The VNVs came marching up to him at dawn, shoving along a pair of 
bound Communists like pigs driven to market. Turned out they'd 
cut legs from the walls, the newer sections, as food to cook. One 
of 'em was from Shadow Moon, and he called on Reynolds as a 
fellow cowman to explain about how bull's blood was like drinking 
a god's mead or somesuch.

Reynolds hanged him and his buddy, in an assembly near the Line. 
He left the corpses long enough for everyone to see 'em, even the 
Alliance, who took a couple of potshots from their dirtholes a 
few miles distant. Then they were pulled down and stripped and 
carved just like everyone else, and added to the breastworks. He 
let it be known there wasn't no call to turn into mad cannibals, 
and anyway there was nothing nastier and more sick-making than a 
rottin' corpse, and the VNVs came off like heroes. Reynolds got a 
look at them, and the whole Voudoun detachment was kids from 
Whitefall and Boros; he guessed all the original Volunteers had 
bought it, but he couldn't remember when. Zoe waited till it was 
all over and then berated him over the two new dead, and asked 
why they was killed here when they could die just as easy out 
beyond the Line. 

He took one look at her hollow cheeks and decided to let the 
Quartermaster, Kelef, the last of her regiment, in on the pile of 
boot leather that had done nothing but grow while the ranks grew 
thinner.

She called it squirrel jerky when she started passing it out in 
the evening ration two days later. She asked him whether it was 
really nutritious, but Reynolds didn't know and didn't care, as 
long as it felt like dinner in enough bellies. Nought but a few 
guessed they were eating their brothers' shoes, and 
eat they did. But the pile wasn't altogether large, and when he 
radioed HQ that night for resupply, someone whose voice he didn't 
know told him to go gnaw on the enemy, and cut out. The long-
range holler transmitter gave him nothing but static, and that 
was when he guessed he knew who'd won.

He didn't tell Zoe. He told Benou, who said that sounded about 
right, and that there was nothing left to do but hold on a little 
longer. Turned out, there really was nothing left to do, what 
with the Alliance soldiers sitting around on their side of the 
Line, and his own bunch trying to look fierce over the 
skull-studded ramparts. If they sat still for long enough, it 
seemed like they stopped being so hungry.

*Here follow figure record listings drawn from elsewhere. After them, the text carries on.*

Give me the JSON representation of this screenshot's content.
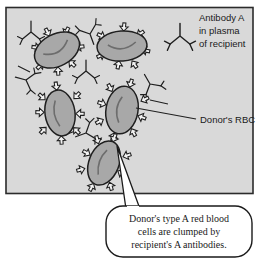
{
  "figure": {
    "type": "biology-diagram",
    "frame": {
      "background_color": "#d9d9d9",
      "border_color": "#2b2b2b"
    },
    "labels": {
      "antibody_legend": {
        "lines": [
          "Antibody A",
          "in plasma",
          "of recipient"
        ],
        "icon": "antibody-y-shape"
      },
      "rbc_pointer": {
        "text": "Donor's RBC"
      }
    },
    "callout": {
      "lines": [
        "Donor's type A red blood",
        "cells are clumped by",
        "recipient's A antibodies."
      ],
      "fill_color": "#ffffff",
      "border_color": "#1a1a1a"
    },
    "cells": {
      "fill_color": "#a8a8a8",
      "outline_color": "#1f1f1f",
      "count": 5,
      "antigen_shape": "open-arrowhead",
      "items": [
        {
          "name": "rbc-upper-left",
          "cx": 57,
          "cy": 50,
          "rx": 24,
          "ry": 16,
          "rotate": -28
        },
        {
          "name": "rbc-upper-right",
          "cx": 122,
          "cy": 46,
          "rx": 25,
          "ry": 15,
          "rotate": -4
        },
        {
          "name": "rbc-middle-left",
          "cx": 60,
          "cy": 113,
          "rx": 15,
          "ry": 23,
          "rotate": -8
        },
        {
          "name": "rbc-middle-right",
          "cx": 122,
          "cy": 110,
          "rx": 16,
          "ry": 24,
          "rotate": 10
        },
        {
          "name": "rbc-bottom",
          "cx": 104,
          "cy": 163,
          "rx": 15,
          "ry": 23,
          "rotate": 22
        }
      ]
    },
    "antibodies": {
      "color": "#1f1f1f",
      "shape": "y-fork",
      "count": 6
    }
  }
}
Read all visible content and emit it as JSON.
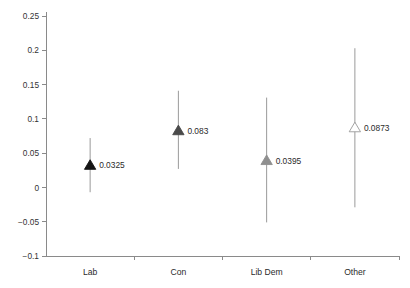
{
  "chart_data": {
    "type": "scatter",
    "title": "",
    "xlabel": "",
    "ylabel": "",
    "categories": [
      "Lab",
      "Con",
      "Lib Dem",
      "Other"
    ],
    "values": [
      0.0325,
      0.083,
      0.0395,
      0.0873
    ],
    "value_labels": [
      "0.0325",
      "0.083",
      "0.0395",
      "0.0873"
    ],
    "error_low": [
      -0.007,
      0.027,
      -0.051,
      -0.029
    ],
    "error_high": [
      0.072,
      0.141,
      0.131,
      0.203
    ],
    "marker_fills": [
      "#151515",
      "#4a4a4a",
      "#8f8f8f",
      "#ffffff"
    ],
    "marker_strokes": [
      "#151515",
      "#4a4a4a",
      "#8f8f8f",
      "#9a9a9a"
    ],
    "marker_shape": "triangle-up",
    "ylim": [
      -0.1,
      0.25
    ],
    "yticks": [
      -0.1,
      -0.05,
      0,
      0.05,
      0.1,
      0.15,
      0.2,
      0.25
    ],
    "ytick_labels": [
      "−0.1",
      "−0.05",
      "0",
      "0.05",
      "0.1",
      "0.15",
      "0.2",
      "0.25"
    ],
    "grid": false,
    "legend": "none",
    "errorbar_color": "#9a9a9a",
    "axis_color": "#8a8a8a"
  }
}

Silence reigned for a day, and then two. Benou got feverish, and 
then he got crazy, and finally he shook his way out of Zoe's 
arms and died. That was it for him, but nobody had the energy 
to strip him and carve him up right then. They'd have to, 
tomorrow, if they didn't want him to pop open like a balloon full 
of guts, but the VNVs let Reynolds have the night with the corpse 
by his side.

A little longer, he told Zoe. We hold out a little longer. He 
asked Kelef to make sure the squirrel jerky would last, and she 
said it would if they went back to quarter-rations, but it had 
better rain on account of they were running out of water. 
Reynolds nodded his understanding and told off the evening 
sentries as usual. It was high summer, and hot in the darkest 
night, but he grabbed a jacket from the clothing pile and wrapped 
it round his shoulders before curling up next to Benou. 

He rested his head in the crook of the dead elbow, and nodded 
once more to Zoe at the corpse's feet, and closed his eyes, and 
slept. 

END

***

For cured leather as emergency edibles, see Emile Zola's novel
"Germinal". For information on independent bridages trying to
cohere as a single army, see the (losing side of the) Spanish 
Civil War. For further information on the disembowellment of
war dead in hot climates, see Ritter's excellent biography 
"Shaka Zulu". For everything else, go bother Joss Whedon.